"Natural law theory is the conceptual backbone of the Western legal tradition. It guided the framers of the American Constitution."
If I had the chance to ask just one question at the Senate confirmation hearings on Elena Kagan’s fitness to be a justice of the Supreme Court, it would be this: “What do you think of the natural law?” I’d ask that question because it’s more important than most, even all, of the questions that will get asked, not because I have any doubt what the answer would be: “Not much.”
I say this not to the individual discredit of Kagan, Solicitor General of the United States, but precisely because she’s a prominent representative of the Harvard-Yale law school axis now dominating the Supreme Court. As such, it’s safe to say, natural law is simply not a part of her intellectual universe. And that is worth putting on the record, if for no other reason than to dramatize the sorry straits in which American jurisprudence finds itself these days.
Natural law theory is the conceptual backbone of the Western legal tradition. It guided the framers of the American Constitution. Despite what some imagine, it isn’t a doctrine of the Catholic Church, though Catholic thinkers were largely responsible for its elaboration for centuries. A thumbnail sketch of it might be along these lines:
Human rights and duties arise from human nature. The conceptualization of this body of principles expressing fundamental conditions for individual and communal human fulfillment (not instant gratification but longterm happiness) is called natural law. Manmade laws don’t create these rights and duties but are meant to express and defend them. When manmade law fails to do that—when rights and duties are products only of the ideological preferences of lawmakers—society is ruled by a curious mix of relativism and power politics.
Natural law theory began to pass out of favor well over a century ago under the influence, among others, of that eminent relativist Justice Oliver Wendell Holmes (1841-1935). Now, practically speaking, in elite law schools and generally on federal courts peopled by their alumni, it is as dead as the proverbial dodo.

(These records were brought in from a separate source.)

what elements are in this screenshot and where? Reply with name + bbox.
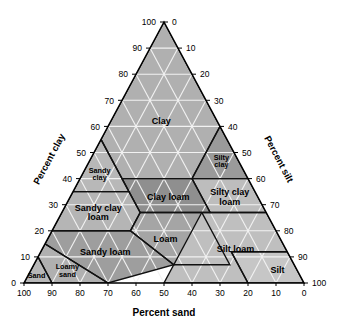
region-label-text-loamy-sand: sand — [59, 270, 76, 279]
region-label-silt: Silt — [270, 265, 284, 275]
region-label-text-silt-loam: Silt loam — [217, 244, 255, 254]
region-label-text-silty-clay: clay — [214, 160, 229, 169]
tick-sand-20: 20 — [243, 288, 253, 298]
tick-clay-60: 60 — [91, 122, 101, 132]
tick-clay-70: 70 — [105, 96, 115, 106]
ternary-diagram-svg: 1009080706050403020100010203040506070809… — [0, 0, 340, 324]
tick-sand-80: 80 — [75, 288, 85, 298]
region-label-text-clay: Clay — [152, 116, 171, 126]
tick-silt-40: 40 — [228, 122, 238, 132]
tick-silt-90: 90 — [298, 252, 308, 262]
region-label-text-sandy-clay: clay — [92, 173, 107, 182]
region-label-text-sandy-clay-loam: Sandy clay — [75, 203, 122, 213]
tick-silt-50: 50 — [242, 148, 252, 158]
tick-clay-10: 10 — [21, 252, 31, 262]
tick-sand-50: 50 — [159, 288, 169, 298]
region-label-text-silt: Silt — [270, 265, 284, 275]
tick-clay-90: 90 — [133, 43, 143, 53]
tick-silt-20: 20 — [200, 69, 210, 79]
region-label-text-silty-clay-loam: loam — [219, 197, 240, 207]
tick-sand-10: 10 — [271, 288, 281, 298]
axis-title-bottom: Percent sand — [133, 307, 196, 318]
tick-silt-60: 60 — [256, 174, 266, 184]
tick-silt-70: 70 — [270, 200, 280, 210]
tick-clay-20: 20 — [35, 226, 45, 236]
tick-sand-70: 70 — [103, 288, 113, 298]
tick-sand-40: 40 — [187, 288, 197, 298]
tick-clay-30: 30 — [49, 200, 59, 210]
region-label-sand: Sand — [28, 271, 46, 280]
tick-clay-40: 40 — [63, 174, 73, 184]
tick-silt-0: 0 — [172, 17, 177, 27]
region-label-clay: Clay — [152, 116, 171, 126]
region-label-loam: Loam — [153, 234, 177, 244]
region-label-text-sand: Sand — [28, 271, 46, 280]
tick-sand-0: 0 — [302, 288, 307, 298]
tick-sand-60: 60 — [131, 288, 141, 298]
region-label-silt-loam: Silt loam — [217, 244, 255, 254]
soil-texture-triangle-figure: 1009080706050403020100010203040506070809… — [0, 0, 340, 324]
tick-silt-100: 100 — [312, 278, 326, 288]
tick-clay-80: 80 — [119, 69, 129, 79]
region-label-clay-loam: Clay loam — [147, 192, 190, 202]
tick-sand-30: 30 — [215, 288, 225, 298]
tick-silt-10: 10 — [186, 43, 196, 53]
region-label-text-loam: Loam — [153, 234, 177, 244]
region-label-silty-clay: Siltyclay — [214, 153, 230, 170]
region-label-text-silty-clay-loam: Silty clay — [210, 187, 249, 197]
region-label-text-clay-loam: Clay loam — [147, 192, 190, 202]
region-label-text-sandy-clay-loam: loam — [88, 212, 109, 222]
tick-silt-30: 30 — [214, 96, 224, 106]
tick-clay-0: 0 — [11, 278, 16, 288]
region-label-text-sandy-loam: Sandy loam — [80, 247, 131, 257]
region-label-sandy-loam: Sandy loam — [80, 247, 131, 257]
tick-sand-90: 90 — [47, 288, 57, 298]
tick-clay-50: 50 — [77, 148, 87, 158]
tick-clay-100: 100 — [142, 17, 156, 27]
tick-silt-80: 80 — [284, 226, 294, 236]
tick-sand-100: 100 — [17, 288, 31, 298]
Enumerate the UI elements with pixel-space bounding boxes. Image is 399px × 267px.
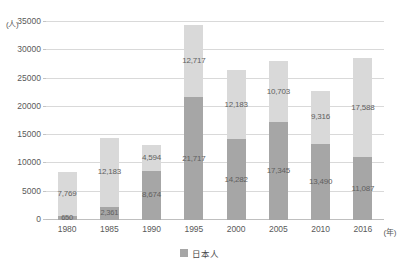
bar-segment-upper[interactable]: 9,316 [311,91,330,144]
legend-item-label: 日本人 [192,247,219,259]
bar-segment-value-label: 8,674 [142,190,161,199]
stacked-bar-chart: (人) (年) 05000100001500020000250003000035… [0,0,399,267]
bar-segment-upper[interactable]: 7,769 [58,172,77,216]
bar-segment-lower[interactable]: 21,717 [184,97,203,220]
stacked-bar[interactable]: 10,70317,345 [269,61,288,220]
y-axis-tick-label: 20000 [17,101,41,111]
bar-segment-value-label: 12,717 [182,56,205,65]
bar-segment-value-label: 17,345 [267,166,290,175]
stacked-bar[interactable]: 17,58811,087 [353,58,372,220]
x-axis-tick-label: 2016 [342,224,383,234]
bar-segment-lower[interactable]: 11,087 [353,157,372,220]
bar-segment-upper[interactable]: 10,703 [269,61,288,122]
stacked-bar[interactable]: 7,769650 [58,172,77,220]
y-axis-tick-label: 30000 [17,44,41,54]
bar-column: 4,5948,674 [131,22,172,220]
bar-column: 12,1832,361 [89,22,130,220]
y-axis-tick-label: 25000 [17,73,41,83]
stacked-bar[interactable]: 12,18314,282 [227,70,246,220]
bar-segment-value-label: 13,490 [309,177,332,186]
bar-segment-value-label: 11,087 [352,184,375,193]
bar-column: 10,70317,345 [258,22,299,220]
bar-segment-value-label: 12,183 [224,100,247,109]
bar-segment-value-label: 17,588 [351,103,374,112]
x-axis-tick-label: 1980 [47,224,88,234]
bar-segment-upper[interactable]: 12,183 [227,70,246,139]
x-axis-tick-label: 2000 [216,224,257,234]
bar-segment-value-label: 21,717 [182,154,205,163]
x-axis-labels: 19801985199019952000200520102016 [46,224,384,234]
bar-segment-lower[interactable]: 650 [58,216,77,220]
bar-column: 12,18314,282 [216,22,257,220]
bar-segment-lower[interactable]: 17,345 [269,122,288,220]
bar-segment-upper[interactable]: 17,588 [353,58,372,157]
bar-segment-value-label: 14,282 [224,175,247,184]
bar-segment-value-label: 2,361 [100,208,118,217]
bar-segment-lower[interactable]: 2,361 [100,207,119,220]
y-axis-tick-label: 0 [36,214,41,224]
bar-column: 7,769650 [47,22,88,220]
bar-column: 17,58811,087 [342,22,383,220]
legend-swatch-icon [180,249,188,257]
chart-legend: 日本人 [0,247,399,259]
bar-segment-value-label: 10,703 [267,87,290,96]
stacked-bar[interactable]: 9,31613,490 [311,91,330,220]
bar-segment-value-label: 650 [61,213,73,222]
x-axis-tick-label: 1985 [89,224,130,234]
bar-segment-value-label: 12,183 [98,167,121,176]
x-axis-tick-label: 2005 [258,224,299,234]
stacked-bar[interactable]: 12,1832,361 [100,138,119,220]
x-axis-tick-label: 1990 [131,224,172,234]
bar-segment-upper[interactable]: 12,717 [184,25,203,97]
bar-column: 12,71721,717 [173,22,214,220]
bar-segment-lower[interactable]: 14,282 [227,139,246,220]
y-axis-tick-label: 35000 [17,16,41,26]
y-axis-tick-label: 15000 [17,129,41,139]
stacked-bar[interactable]: 4,5948,674 [142,145,161,220]
bar-column: 9,31613,490 [300,22,341,220]
x-axis-tick-label: 2010 [300,224,341,234]
bar-segment-upper[interactable]: 12,183 [100,138,119,207]
plot-area: 05000100001500020000250003000035000 7,76… [46,22,384,220]
bar-segment-lower[interactable]: 13,490 [311,144,330,220]
y-axis-tick-label: 10000 [17,157,41,167]
bar-segment-value-label: 7,769 [58,189,77,198]
x-axis-tick-label: 1995 [173,224,214,234]
x-axis-unit-label: (年) [384,226,396,237]
bar-segment-lower[interactable]: 8,674 [142,171,161,220]
bar-segment-value-label: 9,316 [311,112,330,121]
bar-group: 7,76965012,1832,3614,5948,67412,71721,71… [46,22,384,220]
y-axis-tick-label: 5000 [22,186,41,196]
bar-segment-upper[interactable]: 4,594 [142,145,161,171]
bar-segment-value-label: 4,594 [142,153,161,162]
stacked-bar[interactable]: 12,71721,717 [184,25,203,220]
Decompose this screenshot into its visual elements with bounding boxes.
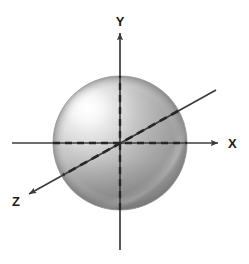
y-axis-label: Y <box>116 14 125 29</box>
coordinate-sphere-figure: X Y Z <box>0 0 249 264</box>
sphere-specular-highlight <box>62 86 114 130</box>
z-axis-label: Z <box>12 194 20 209</box>
x-axis-label: X <box>228 136 237 151</box>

That is a very serious matter. For, as John Courtney Murray, S.J., the eminent American thinker on church-state matters, remarked 50 years ago, “public consensus” on fundamentals is what held a diverse and pluralistic nation like the United States together, and the basis of the American consensus up to then had been natural law. The Civil War was fought largely to test that proposition. When Father Murray wrote in 1960, it was slipping away.
Today it has all but disappeared from sight. Hence the culture war. Consider the sort of questions Americans, lacking a healthy public consensus, often argue about now: whether abortion is allowable simply as an expression of individual choice; whether homosexual relationships should be recognized as marriages (answerable only on the basis of some definition of marriage); whether elderly, sick people should be helped to commit suicide—or put away quietly if they’re too out of it to decide for themselves.
It goes without saying that Elena Kagan is a liberal like the president who nominated her. She is pro-choice and has a disquieting interest in gay rights issues. Barring some astonishing disclosure, she will undoubtedly be confirmed.
I don’t suggest she be asked the specific questions above as part of the confirmation process. I simply wish the process would shed light on her basis for answering them—including her stance toward natural law. She and the other members of the Supreme Court are likely to be called on to answer those questions in the years ahead.